Foreign investors will enjoy more freedom from bureaucracy when buying into strategic natural resource companies under legislation that the government is considering, Prime Minister Vladimir Putin said Friday.
A proposal by the Federal Anti-Monopoly Service, he said, would allow international investors to buy up to 25 percent of oil, gas and metals producers that own major deposits without having to get permission from the Russian government.
Currently, the threshold is 10 percent.
"Worldwide competition for investment has grown considerably," Putin said in announcing the planned change.
The proposal is part of the second package of amendments to the law on foreign investment in strategic industries that requires major deals to receive approval from a special government commission chaired by the prime minister.
Putin, speaking Friday at a session of the commission, didn't say when the Cabinet would review the package, which has to happen before it is sent to the State Duma for approval.
Strategic deposits are defined per type of resource and include oil of 70 million metric tons or more, 50 billion cubic meters of gas or 50 metric tons of gold. Other metals, such as uranium, are on the list regardless of the size of the deposit. Gazprom, Rosneft, LUKoil, Novatek and Norilsk Nickel are some of the companies covered by the law.

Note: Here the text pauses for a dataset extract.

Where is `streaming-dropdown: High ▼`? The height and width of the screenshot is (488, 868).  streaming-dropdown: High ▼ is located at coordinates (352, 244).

Should the amendment become part of the law, France's Total would not have to ask permission to buy a 20 percent stake in the Novatek-controlled company that wants to develop a huge field in Yamal to produce liquefied natural gas.
That said, foreign investors tend to seek Putin's approval anyway in major resource deals. Total and Novatek received his blessing when they agreed on their Yamal LNG partnership earlier this month.
The State Duma has already given initial approval recently to the first package of amendments to the foreign investment law, which would remove the need for foreign companies to gain government permission to take any size stake of a private bank or participate in additional share issues of any company as long as such a purchase doesn't change the foreign investor's overall share.
Putin said foreigners directly invested $40 billion in Russia last year, referring to PepsiCo and Sanofi-Aventis as examples. He said the figure represented a modest growth over the previous year.
This figure is at odds with a statement by Finance Minister Alexei Kudrin last month that said foreign direct investment, or FDI, fell 50 percent last year from the year before, to $14 billion at best. The State Statistics Service said last month that FDI slid 13 percent to $14 billion last year.
Gross domestic product rose 4 percent last year, making the country an attractive target for capital, Putin said. The government's goal is for foreign investment to grow to the pre-crisis level of at least $60 billion in the "near future," he said.
The commission on foreign investment approved an acquisition by French engineering giant Alstom of 25 percent plus one share in railcar maker Transmashholding from its owners, including Andrei Bokarev and Iskander Makhmudov. The purchase will make possible future investment into the upgrade of the Tver Railcar and Bryansk Machine Building plants.
Russian Railways will keep its blocking interest in Transmashholding.